As being able to keep our memories enables us to maintain a sense of selfhood and orientation in the world, understanding how to prevent chronic loss of memory is a top priority in neuroscience.

Recently, a team of researchers from the University of Toronto Mississauga in Ontario, Canada — in collaboration with colleagues from the United States and the United Kingdom — investigated the role of a particular protein in the formation of memories.

Senior researcher Iva Zovkic and her team conducted their study on mice, focusing specifically on a protein named H2A.Z. This type of protein is called a histone, and it binds to DNA, helping it to keep its structure within cells.

Their results were published in the journal Cell Reports.

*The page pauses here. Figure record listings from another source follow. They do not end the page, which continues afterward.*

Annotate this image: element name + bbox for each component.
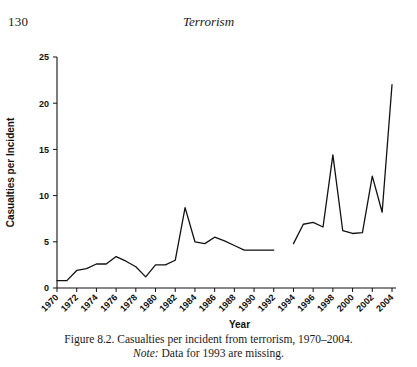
data-series-group xyxy=(57,85,392,281)
x-tick-label: 1980 xyxy=(138,292,159,313)
y-axis-title: Casualties per Incident xyxy=(5,117,16,227)
x-tick-label: 1970 xyxy=(39,292,60,313)
x-tick-label: 1978 xyxy=(118,292,139,313)
caption-line-1: Figure 8.2. Casualties per incident from… xyxy=(0,332,417,346)
page-header: 130 Terrorism xyxy=(0,14,417,32)
data-line xyxy=(57,208,274,281)
note-label: Note: xyxy=(133,347,159,359)
x-tick-label: 1972 xyxy=(59,292,80,313)
y-tick-label: 0 xyxy=(44,283,49,293)
data-line xyxy=(293,85,392,244)
y-tick-label: 10 xyxy=(39,191,49,201)
line-chart-svg: 0510152025 19701972197419761978198019821… xyxy=(0,40,417,330)
y-tick-label: 20 xyxy=(39,99,49,109)
x-tick-label: 1976 xyxy=(98,292,119,313)
x-axis-title: Year xyxy=(229,319,250,330)
x-axis: 1970197219741976197819801982198419861988… xyxy=(39,288,396,314)
figure-chart: 0510152025 19701972197419761978198019821… xyxy=(0,40,417,330)
note-text: Data for 1993 are missing. xyxy=(159,347,284,359)
x-tick-label: 2004 xyxy=(374,292,395,313)
x-tick-label: 1988 xyxy=(217,292,238,313)
x-tick-label: 1998 xyxy=(315,292,336,313)
caption-note: Note: Data for 1993 are missing. xyxy=(0,346,417,360)
y-tick-label: 5 xyxy=(44,237,49,247)
x-tick-label: 1982 xyxy=(157,292,178,313)
x-tick-label: 1992 xyxy=(256,292,277,313)
y-axis: 0510152025 xyxy=(39,52,57,293)
y-tick-label: 25 xyxy=(39,52,49,62)
x-tick-label: 2002 xyxy=(354,292,375,313)
y-tick-label: 15 xyxy=(39,145,49,155)
running-head: Terrorism xyxy=(0,14,417,30)
x-tick-label: 1990 xyxy=(236,292,257,313)
x-tick-label: 2000 xyxy=(335,292,356,313)
x-tick-label: 1974 xyxy=(79,292,100,313)
x-tick-label: 1986 xyxy=(197,292,218,313)
x-tick-label: 1984 xyxy=(177,292,198,313)
figure-caption: Figure 8.2. Casualties per incident from… xyxy=(0,332,417,360)
x-tick-label: 1996 xyxy=(295,292,316,313)
x-tick-label: 1994 xyxy=(276,292,297,313)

Zovkic and team worked with both young and aged mice to understand how the H2A.Z protein was involved with memory formation and suppression.

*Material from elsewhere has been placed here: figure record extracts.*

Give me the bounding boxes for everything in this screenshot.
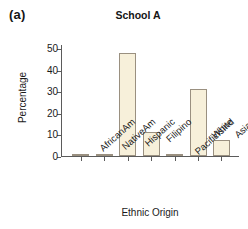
- y-tick-label: 40: [36, 64, 58, 77]
- bar-africanam: [72, 154, 89, 156]
- x-axis-line: [61, 156, 239, 157]
- x-axis-label: Ethnic Origin: [61, 207, 239, 218]
- y-tick-label: 20: [36, 107, 58, 120]
- y-tick-label: 50: [36, 42, 58, 55]
- y-tick-label: 0: [36, 150, 58, 163]
- y-axis-label: Percentage: [17, 53, 28, 143]
- chart-title: School A: [78, 9, 198, 21]
- x-tick-mark: [221, 157, 222, 161]
- x-tick-mark: [128, 157, 129, 161]
- figure-panel: (a) School A Percentage 01020304050 Afri…: [0, 0, 248, 229]
- y-tick-label: 30: [36, 85, 58, 98]
- x-tick-mark: [175, 157, 176, 161]
- y-axis-line: [61, 45, 62, 157]
- x-tick-mark: [198, 157, 199, 161]
- bar-nativeam: [96, 154, 113, 156]
- y-tick-label: 10: [36, 128, 58, 141]
- x-tick-mark: [104, 157, 105, 161]
- x-tick-mark: [151, 157, 152, 161]
- bar-pacificisind: [166, 154, 183, 156]
- panel-label: (a): [9, 7, 26, 22]
- x-tick-mark: [81, 157, 82, 161]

As a part of their experiment, the researchers placed the mice in a new box, so as to force them to get familiarized with a strange environment. Then, to be able to test how the protein functioned in the context of memory formation, the animals were exposed to a negative stimulus while in the box.

This way, the mice formed an association between the new environment and the bad experience that they had been exposed to. The second time the scientists placed them in the box, the now cautious mice refused to move around and explore, as they normally would have.

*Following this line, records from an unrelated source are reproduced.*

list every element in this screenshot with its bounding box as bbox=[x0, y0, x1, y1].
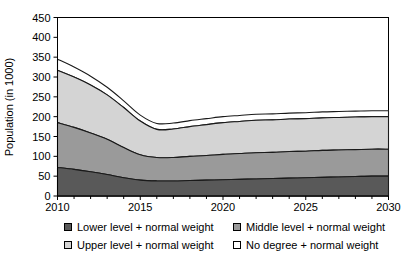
legend-item-upper-level: Upper level + normal weight bbox=[64, 237, 214, 253]
y-tick-label: 300 bbox=[32, 71, 50, 83]
y-tick-label: 150 bbox=[32, 131, 50, 143]
chart-legend: Lower level + normal weight Upper level … bbox=[0, 219, 410, 261]
legend-column-2: Middle level + normal weight No degree +… bbox=[233, 219, 385, 255]
y-tick-label: 200 bbox=[32, 111, 50, 123]
y-tick-label: 350 bbox=[32, 51, 50, 63]
y-tick-label: 400 bbox=[32, 31, 50, 43]
legend-label-lower-level: Lower level + normal weight bbox=[77, 222, 214, 233]
x-tick-label: 2010 bbox=[45, 201, 69, 213]
y-axis-ticks: 050100150200250300350400450 bbox=[32, 12, 57, 203]
chart-figure: 0501001502002503003504004502010201520202… bbox=[0, 0, 410, 261]
legend-item-no-degree: No degree + normal weight bbox=[233, 237, 385, 253]
legend-swatch-icon-middle-level bbox=[233, 223, 241, 231]
y-tick-label: 50 bbox=[38, 170, 50, 182]
x-tick-label: 2030 bbox=[376, 201, 400, 213]
legend-swatch-icon-upper-level bbox=[64, 241, 72, 249]
y-tick-label: 100 bbox=[32, 150, 50, 162]
legend-swatch-icon-no-degree bbox=[233, 241, 241, 249]
stacked-area-chart: 0501001502002503003504004502010201520202… bbox=[0, 0, 410, 219]
y-axis-title: Population (in 1000) bbox=[3, 58, 15, 156]
legend-item-lower-level: Lower level + normal weight bbox=[64, 219, 214, 235]
legend-column-1: Lower level + normal weight Upper level … bbox=[64, 219, 214, 255]
legend-label-upper-level: Upper level + normal weight bbox=[77, 240, 214, 251]
x-tick-label: 2015 bbox=[128, 201, 152, 213]
x-axis-ticks: 20102015202020252030 bbox=[45, 196, 400, 213]
legend-label-no-degree: No degree + normal weight bbox=[246, 240, 378, 251]
legend-swatch-icon-lower-level bbox=[64, 223, 72, 231]
x-tick-label: 2020 bbox=[211, 201, 235, 213]
legend-item-middle-level: Middle level + normal weight bbox=[233, 219, 385, 235]
legend-label-middle-level: Middle level + normal weight bbox=[246, 222, 385, 233]
x-tick-label: 2025 bbox=[294, 201, 318, 213]
y-tick-label: 250 bbox=[32, 91, 50, 103]
y-tick-label: 450 bbox=[32, 12, 50, 24]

Half an hour after the mice had been exposed to the negative stimulus, Zovkic and colleagues assessed the animals’ brains for any changes in how H2A.Z bound to DNA.

They revealed that in young mice, fear training was associated with an “overwhelming” reduction of H2A.Z and DNA bonds in 3,048 places on the genes that the proteins normally bind with, as well as an increase in bonds at only 25 places.

The same was true for the older mice, who experienced a reduction in bonds at 2,901 places and an increase at only 9 places in the aftermath of fear training.

This, the researchers explain, means that eviction of H2A.Z (fewer bonds between the protein and DNA) is associated with memory formation, allowing the mice to recall their negative experience.

“We have thousands of experiences each day, but we only remember things that are in some way important to us,” Zovkic notes.

“This experiment,” she continues, “used a very straightforward learning experience to illustrate that H2A.Z apparently serves to suppress memory, and the removal of this protein appears to […] allow long-lasting memories to form.”

The researchers also observed that the levels of H2A.Z were dependent on the animals’ age. Thus, the protein was found at higher levels in the aged mice’s hippocampi, which is a region of the brain strongly associated with memory formation.

Based on these observations, Zovkic and her team inferred that the higher the levels of H2A.Z, the likelier it is that memory formation and retention is hindered. Hence, if advancing in age correlates with more H2A.Z bonds, that might explain age-related memory loss.

Identifying H2A.Z as a unique protein that is involved with memory and increases with aging could be a big deal for creating genetic or pharmaceutical therapies for age-related cognitive decline and dementia. H2A.Z is a relatively specific therapeutic target.”

Iva Zovkic

The next step from here, the researchers say, will be to test their theory on very old mice. Should their ideas be confirmed by further studies, the researchers plan to go forward and study the effects of H2A.Z in humans, whose bodies also produce this protein.

Zovkic and team’s ultimate hope is that their research will eventually lead to better therapies to prevent and fight age-relate memory loss.

“We’re always trying to find molecular bases for memory, and discovering how genes related to memory are turned on and off is a step in a positive direction,” Zovkic concludes.